In the spring of 2022, the Mississippi Legislature adopted new legislative district boundaries that established voting districts for State Senators and the House of Representatives.
Mississippi’s constitution requires the legislature to enact new district lines every 10 years, following the decennial United States Census.
Last November, Mississippi voters elected legislators based on those 2022 districts. Thanks to those new district lines, those elections played out exactly as lawmakers intended.
Very few incumbents, Black or White, faced general election challenges. Their races were decided well before election day.
Yet at the same time, Black voting power was diluted because the legislative maps were crafted to vastly underrepresent Mississippi’s Black population.

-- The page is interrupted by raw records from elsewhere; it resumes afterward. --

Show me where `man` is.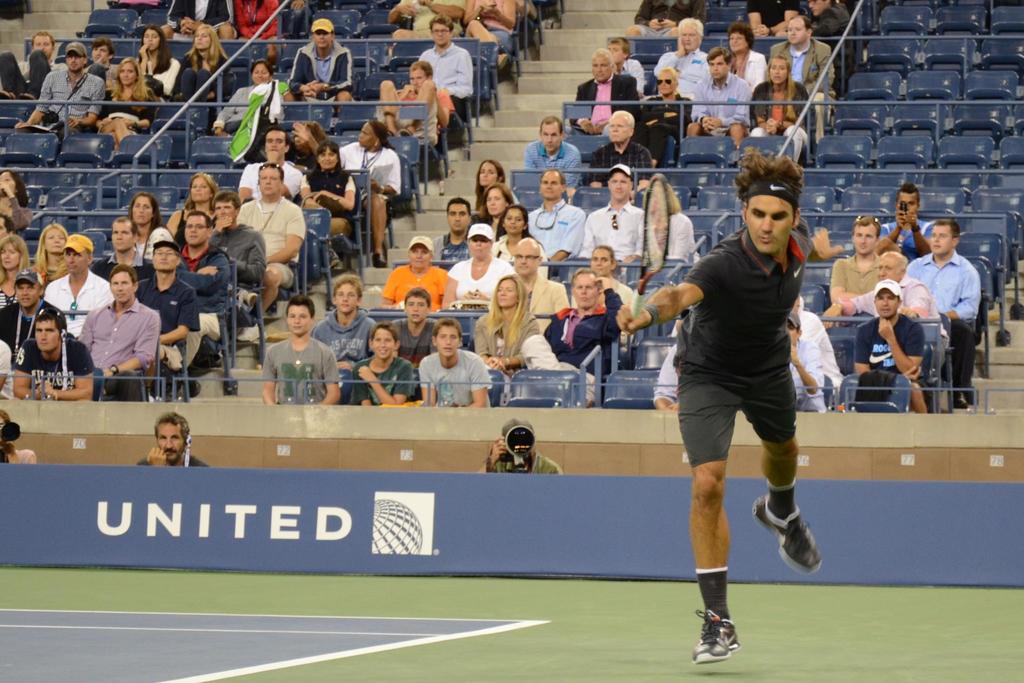
`man` is at 562:49:641:138.
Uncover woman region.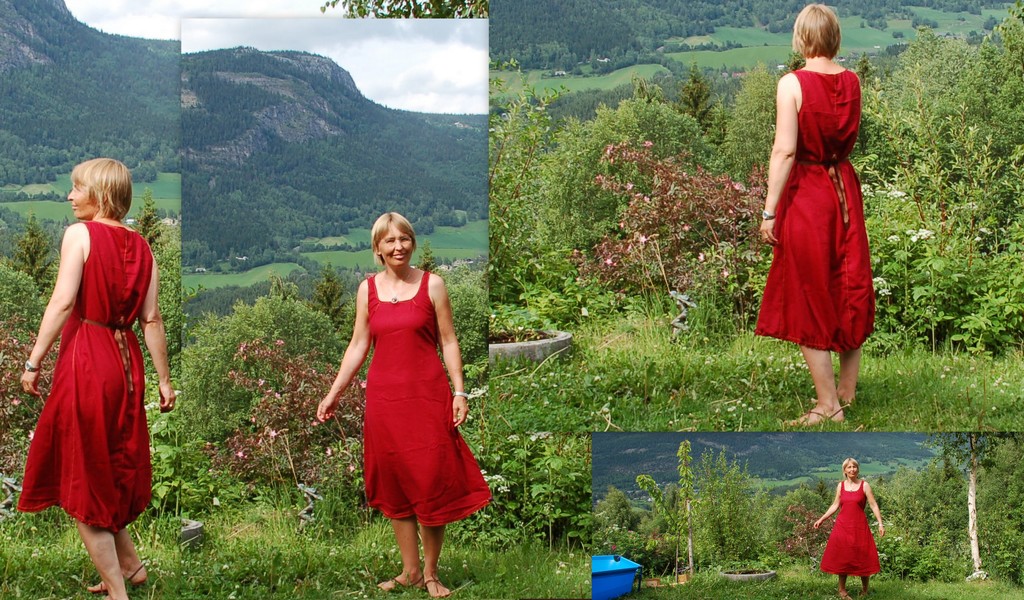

While that election is over, the fight for fair maps is not.
In 2022, several civil rights organizations and individual voters challenged Mississippi’s new state legislative district maps for unlawfully diluting the voting strength of Black Mississippians.
Specifically, the lawsuit charges that the 2022 maps deny Black residents in areas throughout Mississippi an equal opportunity to participate in the political process and elect candidates of their choice, in violation of Section 2 of the Voting Rights Act of 1965. It also charges that the state gerrymandered certain district lines by improperly using voters’ race, in violation of the U.S. Constitution.
We, at the ACLU of Mississippi, the national ACLU, Lawyers’ Committee for Civil Rights Under Law, Mississippi Center for Justice; Morgan, Lewis & Bockius LLP, and civil rights attorney Carroll Rhodes are representing the Mississippi State Conference of the NAACP and voters from across the state in the federal lawsuit. The trial is set for February 26th.
To be clear, we are not asking the Court to throw out all 174 legislative districts. We are only challenging the most egregious racial gerrymanders and the most dilutive lines in certain parts of the state.
The current maps favor white voters and harm communities of color. Our democracy can only work when all voices can be heard and all votes count equally.
The impacts of redistricting are far reaching for the success or failure of other important policy issues in the state. Highly gerrymandered legislative districts allow legislators to ignore the wants and needs of more diverse communities. Often times, issues that impact wide swaths of the state such as health care, voting rights, or education equity get dismissed out of hand with little to no debate because of the lack of accountability to voters.
Fair districts mean that elections results are based on the ideas and convictions of candidates. Gerrymandered districts mean that elections are an afterthought and incumbents choose their voters as opposed to voters choosing a candidate.
One day, Mississippians will have a legislature that prioritizes their needs and follows the law. That only happens when voters choose their legislators, not when legislators choose their voters.